Commentary

Panel – Reflections on “Roma” from researchers who study domestic work


February 19, 2019

Spoiler alert: plot/character details and research-based social analysis ahead.

The film Roma, written and directed by Academy Award winner Alfonso Cuarón and chronicling a year in the life of a domestic worker and the family that employs her, was released in theaters and on Netflix in 2018. On the heels of several recent award wins (Golden Globe for Best Picture and Best Director; BAFTA for Best Film and Best Director; Directors Guild of America for Best Director), Roma is among the favorites to win big at the Oscars this month.

In addition to the critics’ adulation, Roma has inspired conversations among the public and has been strategically used by domestic worker organizations to heighten their visibility. But the voices of researchers who study domestic work in Latin America have been missing from these conversations.

As the founder and coordinator of a research network, RITHAL (Red de Investigaciones sobre el Trabajo del Hogar an América Latina – Network of Research on Domestic Work in Latin Amerca), I feel strongly that we can make valuable contributions to public discussions of the film.

About 27% of the world’s domestic workers live in Latin America. As in other parts of the world, this occupation is often the last resort for women from poor or rural backgrounds with low levels of education. While research and popular culture portrayals in English often focus on international migrant domestic workers, it is more common for Latin American domestic workers in countries such as Mexico to be internal migrants, as reflected in Roma.

Over the past several decades, domestic workers have been organizing to claim their labor rights, bringing awareness to poor working conditions, illegally low salaries, and lack of benefits such as social security, maternity leave, and overtime pay. While more and more countries have laws protecting domestic workers’ rights, enforcement tends to be nonexistent or at best sporadic, reinforcing longstanding patron-servant relationships in which employers dominate, degrade, and exploit workers they see as inferior.

Even domestic workers who have positive relationships with their employers experience stigma and discrimination due to their occupation, an aspect of domestic work that is absent in the film.

The following four essays, from researchers who investigate domestic work in historical and contemporary Latin American settings, bring new voices into the public conversations about Roma.

Séverine Durin, the foremost expert on indigenous domestic workers in contemporary Mexico, writes about how domestic workers both embody motherhood as they care for other people’s children, and simultaneously miss out on the chance to be mothers themselves.

Leda Pérez, who conducts research on domestic work in Peru, shows how the film, despite having a main character who is a domestic worker, denies her a rich interior life and consciousness, still privileging the employers’ point of view.

Simca Simpson Lapp, who studies implementation of domestic work regulation in Uruguay and Argentina, examines the limits of fictive kinship between employers and domestic workers, who also need care and may provide unpaid care to their own families.

Karina Vásquez, who specializes in historical and media representations of domestic work in Argentina, discusses how the film’s romanticizing of domestic workers’ relationships with the families that employ them covers over the exploitative aspects of the work.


* _EXERCISE AIM_: The expected answer is the data below, printed verbatim without its pictures.

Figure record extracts

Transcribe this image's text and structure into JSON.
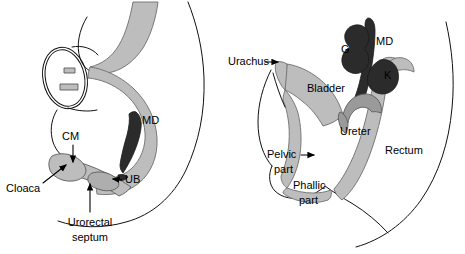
{
  "figure": {
    "background_color": "#ffffff",
    "ink_color": "#111111",
    "organ_light_gray": "#bdbdbd",
    "organ_mid_gray": "#9a9a9a",
    "organ_dark": "#2b2b2b"
  },
  "panels": [
    {
      "id": "left-panel",
      "name": "earlier-stage-cloaca",
      "labels": [
        {
          "key": "cm",
          "text": "CM",
          "x": 70,
          "y": 137,
          "anchor": "start",
          "pointer": "down-arrow"
        },
        {
          "key": "md",
          "text": "MD",
          "x": 142,
          "y": 121,
          "anchor": "start",
          "pointer": "none"
        },
        {
          "key": "ub",
          "text": "UB",
          "x": 122,
          "y": 180,
          "anchor": "start",
          "pointer": "left-arrow"
        },
        {
          "key": "cloaca",
          "text": "Cloaca",
          "x": 8,
          "y": 189,
          "anchor": "start",
          "pointer": "diagonal-arrow"
        },
        {
          "key": "septum1",
          "text": "Urorectal",
          "x": 67,
          "y": 223,
          "anchor": "middle",
          "pointer": "up-arrow"
        },
        {
          "key": "septum2",
          "text": "septum",
          "x": 67,
          "y": 238,
          "anchor": "middle",
          "pointer": "none"
        }
      ]
    },
    {
      "id": "right-panel",
      "name": "later-stage-bladder",
      "labels": [
        {
          "key": "urachus",
          "text": "Urachus",
          "x": 231,
          "y": 62,
          "anchor": "start",
          "pointer": "right-arrow"
        },
        {
          "key": "g",
          "text": "G",
          "x": 345,
          "y": 49,
          "anchor": "start",
          "pointer": "none"
        },
        {
          "key": "md",
          "text": "MD",
          "x": 372,
          "y": 42,
          "anchor": "start",
          "pointer": "none"
        },
        {
          "key": "k",
          "text": "K",
          "x": 386,
          "y": 75,
          "anchor": "start",
          "pointer": "none"
        },
        {
          "key": "bladder",
          "text": "Bladder",
          "x": 310,
          "y": 88,
          "anchor": "start",
          "pointer": "none"
        },
        {
          "key": "ureter",
          "text": "Ureter",
          "x": 340,
          "y": 130,
          "anchor": "start",
          "pointer": "none"
        },
        {
          "key": "rectum",
          "text": "Rectum",
          "x": 386,
          "y": 150,
          "anchor": "start",
          "pointer": "none"
        },
        {
          "key": "pelvic1",
          "text": "Pelvic",
          "x": 272,
          "y": 155,
          "anchor": "start",
          "pointer": "right-arrow"
        },
        {
          "key": "pelvic2",
          "text": "part",
          "x": 278,
          "y": 170,
          "anchor": "start",
          "pointer": "none"
        },
        {
          "key": "phallic1",
          "text": "Phallic",
          "x": 300,
          "y": 186,
          "anchor": "start",
          "pointer": "none"
        },
        {
          "key": "phallic2",
          "text": "part",
          "x": 305,
          "y": 200,
          "anchor": "start",
          "pointer": "none"
        }
      ]
    }
  ],
  "abbreviations": {
    "CM": "cloacal membrane",
    "MD": "mesonephric duct",
    "UB": "ureteric bud",
    "G": "gonad",
    "K": "kidney"
  }
}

* _REPLY_:
Transcribe this image's text and structure into JSON.
{
  "figure": {
    "background_color": "#ffffff",
    "ink_color": "#111111",
    "organ_light_gray": "#bdbdbd",
    "organ_mid_gray": "#9a9a9a",
    "organ_dark": "#2b2b2b"
  },
  "panels": [
    {
      "id": "left-panel",
      "name": "earlier-stage-cloaca",
      "labels": [
        {
          "key": "cm",
          "text": "CM",
          "x": 70,
          "y": 137,
          "anchor": "start",
          "pointer": "down-arrow"
        },
        {
          "key": "md",
          "text": "MD",
          "x": 142,
          "y": 121,
          "anchor": "start",
          "pointer": "none"
        },
        {
          "key": "ub",
          "text": "UB",
          "x": 122,
          "y": 180,
          "anchor": "start",
          "pointer": "left-arrow"
        },
        {
          "key": "cloaca",
          "text": "Cloaca",
          "x": 8,
          "y": 189,
          "anchor": "start",
          "pointer": "diagonal-arrow"
        },
        {
          "key": "septum1",
          "text": "Urorectal",
          "x": 67,
          "y": 223,
          "anchor": "middle",
          "pointer": "up-arrow"
        },
        {
          "key": "septum2",
          "text": "septum",
          "x": 67,
          "y": 238,
          "anchor": "middle",
          "pointer": "none"
        }
      ]
    },
    {
      "id": "right-panel",
      "name": "later-stage-bladder",
      "labels": [
        {
          "key": "urachus",
          "text": "Urachus",
          "x": 231,
          "y": 62,
          "anchor": "start",
          "pointer": "right-arrow"
        },
        {
          "key": "g",
          "text": "G",
          "x": 345,
          "y": 49,
          "anchor": "start",
          "pointer": "none"
        },
        {
          "key": "md",
          "text": "MD",
          "x": 372,
          "y": 42,
          "anchor": "start",
          "pointer": "none"
        },
        {
          "key": "k",
          "text": "K",
          "x": 386,
          "y": 75,
          "anchor": "start",
          "pointer": "none"
        },
        {
          "key": "bladder",
          "text": "Bladder",
          "x": 310,
          "y": 88,
          "anchor": "start",
          "pointer": "none"
        },
        {
          "key": "ureter",
          "text": "Ureter",
          "x": 340,
          "y": 130,
          "anchor": "start",
          "pointer": "none"
        },
        {
          "key": "rectum",
          "text": "Rectum",
          "x": 386,
          "y": 150,
          "anchor": "start",
          "pointer": "none"
        },
        {
          "key": "pelvic1",
          "text": "Pelvic",
          "x": 272,
          "y": 155,
          "anchor": "start",
          "pointer": "right-arrow"
        },
        {
          "key": "pelvic2",
          "text": "part",
          "x": 278,
          "y": 170,
          "anchor": "start",
          "pointer": "none"
        },
        {
          "key": "phallic1",
          "text": "Phallic",
          "x": 300,
          "y": 186,
          "anchor": "start",
          "pointer": "none"
        },
        {
          "key": "phallic2",
          "text": "part",
          "x": 305,
          "y": 200,
          "anchor": "start",
          "pointer": "none"
        }
      ]
    }
  ],
  "abbreviations": {
    "CM": "cloacal membrane",
    "MD": "mesonephric duct",
    "UB": "ureteric bud",
    "G": "gonad",
    "K": "kidney"
  }
}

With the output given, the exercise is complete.